You're shrewd, too. You remind me of Jerry Lewis in that way. The practical, hard-headed funny guy. You did some time in the dreadful Aristocrats, and you refused to get pulled in to telling that awful joke. You dropped a brief token obscenity. But you stayed aloof, like Robin Williams, a comic genius who provided almost the movie's only funny moments.

And you had them filming you while you were in a star situation, in your dressing room being groomed for, one assumed, your show. The impression you produced was that this movie, The Aristocrats, was small-time, about as important as the pomade you put on your hair before the big-time event that is "The Daily Show." I admired your manipulativeness. It was as if you sensed that something was off about that third-rate comic, Penn Jillette, who ended up creating a movie that made other comics look unfunny, mad to please the camera, as helpless to resist invitations to tell the joke as the critics were to resist the pressure to look hip and sexy and praise the film. It was really a movie about how easy it is to kill off implicitness in comedy. Eagerness to please the camera, implicitness--that brings me back to the young thing.

I see, Jon, that you're still doing the easy bits at the beginning, showing Bush or Rumsfeld uttering some absurdity, or what seems to be a lie, and then adding a kicker, or simply making a funny face.

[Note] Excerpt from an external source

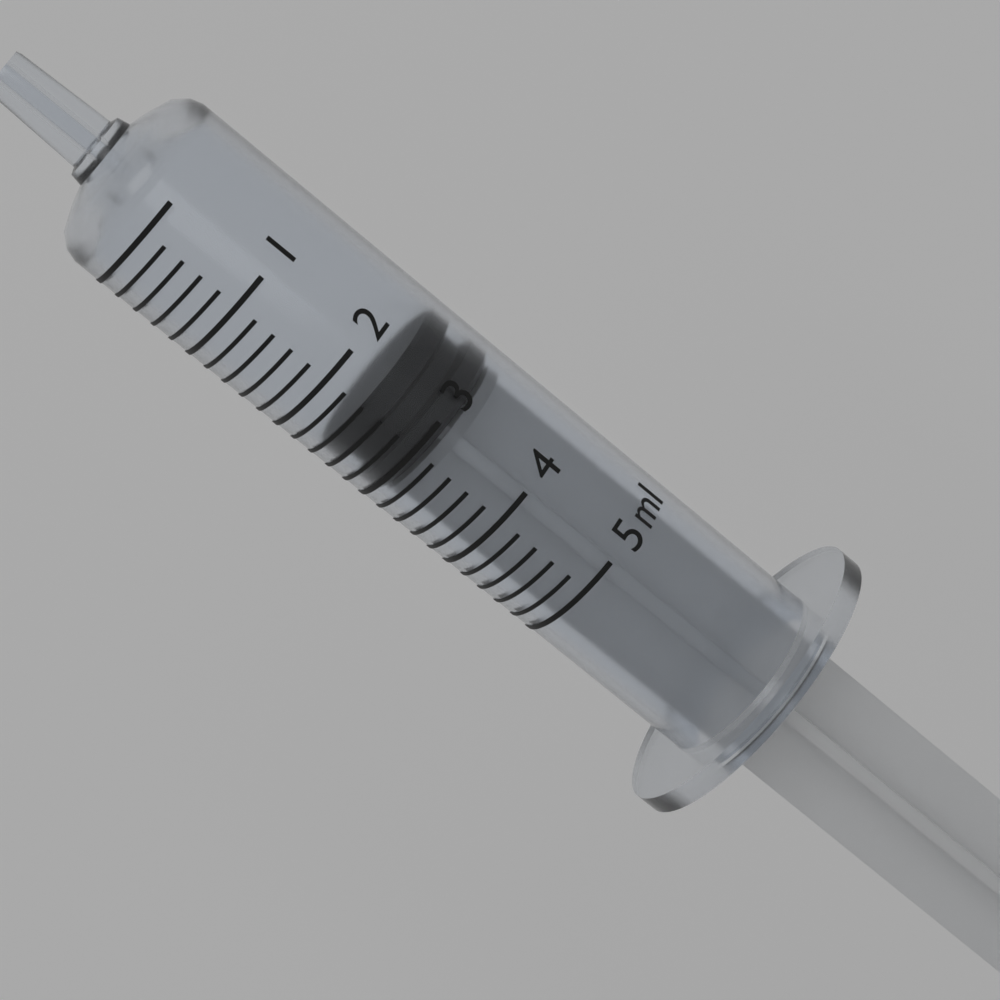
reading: 2.4 ml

The kicker always makes explicit the comical juxtaposition. Nothing is left to ironic chance. One segment that tried to satirize Anderson Cooper and the new crop of anchorperson-emoters started off beautifully. I thought real comedy was on its way. We saw the guy playing "The Daily Show" correspondent resolve to out-feel Cooper and the other actors. He gravely and emotionally tells an astonished reporter: "I refuse to interview a woman who is menstruating." It's very funny. And then he ruins the whole conceit by declaring, explicitly, that he is going to out-emote the competition, concluding like this: "I've shot enough footage to sell to the networks. Suck it, Anderson Cooper." Why the cue cards for the audience? You think they're dumb or something?